Building Governance That Protects and Creates Value
Caribbean organisations should begin their governance journey with an honest assessment of current board effectiveness. This assessment should be conducted independently — not by management, not by the company secretary, and not by a director evaluating their own performance — but by an external advisor who can provide an objective, evidence-based evaluation of how the board actually functions versus how it should function.
Board composition should be reviewed with a clear-eyed focus on independence, diversity of perspective, and alignment with the organisation’s strategic challenges. Every board should include directors who are genuinely independent — free from material relationships with the company, its management, or its controlling shareholders — and who bring the confidence and competence to challenge management constructively.
Governance should be treated not as a compliance cost but as a value-creation investment. Organisations with strong governance access better financing terms, attract higher-quality partners, retain talent more effectively, manage risk more proactively, and build the stakeholder trust that sustains long-term competitive advantage.

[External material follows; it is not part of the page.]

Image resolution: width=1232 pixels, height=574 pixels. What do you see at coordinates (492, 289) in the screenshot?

In the Caribbean context, where business reputation is deeply personal and market memory is long, the reputational value of governance excellence is particularly significant.

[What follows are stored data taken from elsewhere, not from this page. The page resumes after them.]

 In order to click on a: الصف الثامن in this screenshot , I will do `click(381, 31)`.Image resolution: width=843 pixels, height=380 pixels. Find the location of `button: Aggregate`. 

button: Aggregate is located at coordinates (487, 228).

The fictional conglomerate that lost its primary supplier — and US$18 million in annual revenue — did not fail because of a bad strategy or a weak product. It failed because its board was meeting without governing, overseeing without seeing, and approving without questioning. That gap between the appearance of governance and the reality of governance is the most dangerous vulnerability in Caribbean business today.
Close the Governance Gap
Dawgen Global invites Caribbean boards, chairpersons, and CEOs to take the first step toward governance excellence. A complimentary Board Effectiveness Diagnostic will provide a clear, confidential assessment of your board’s current effectiveness and a prioritised roadmap for closing the governance gaps that may be putting your organisation at risk.

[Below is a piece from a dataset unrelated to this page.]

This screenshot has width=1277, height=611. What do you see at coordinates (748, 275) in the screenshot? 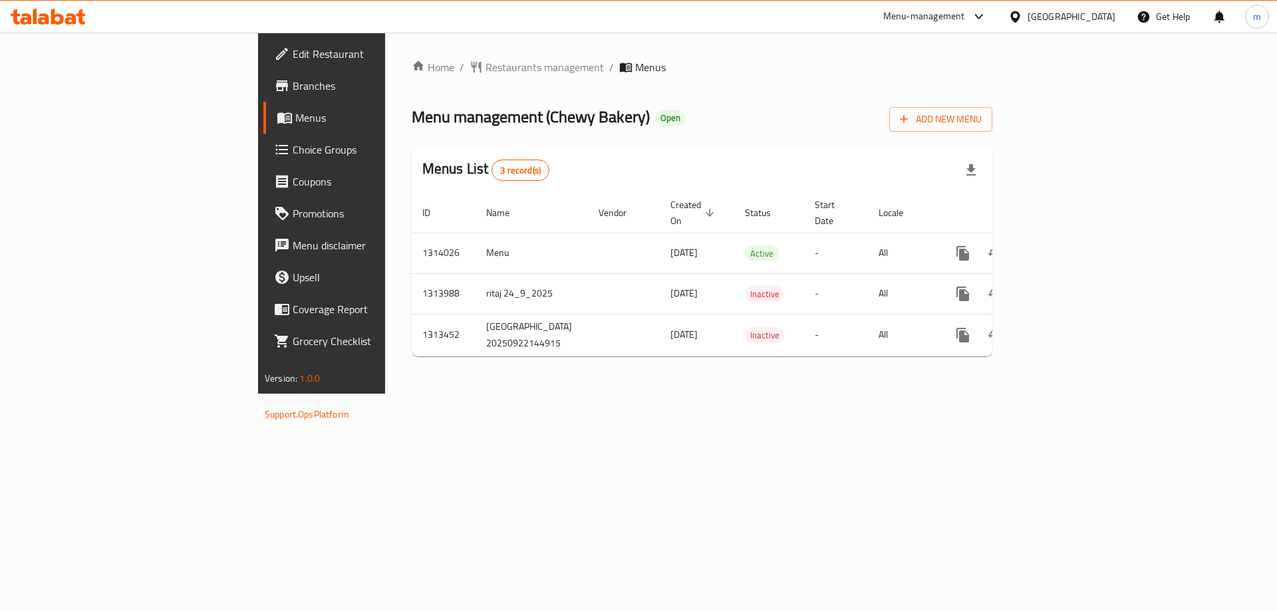
I see `table: enhanced table` at bounding box center [748, 275].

Request your complimentary Board Effectiveness Diagnostic. Email [email protected] or visit www.dawgen.global to begin the conversation.
Take the First Step
Governance excellence is not achieved overnight. It is built through deliberate commitment, informed decision-making, and the willingness to hold leadership accountable to the standards that Caribbean enterprises and their stakeholders deserve.
Request a complimentary Board Effectiveness Diagnostic from Dawgen Global.
Email: [email protected] | Visit: www.dawgen.global
This article is part of the “Governing the Caribbean Enterprise” series by Dawgen Global, examining corporate governance, risk management, and institutional accountability across Caribbean industries. All scenarios described are fictional constructions based on observed governance patterns and are used for illustrative purposes only.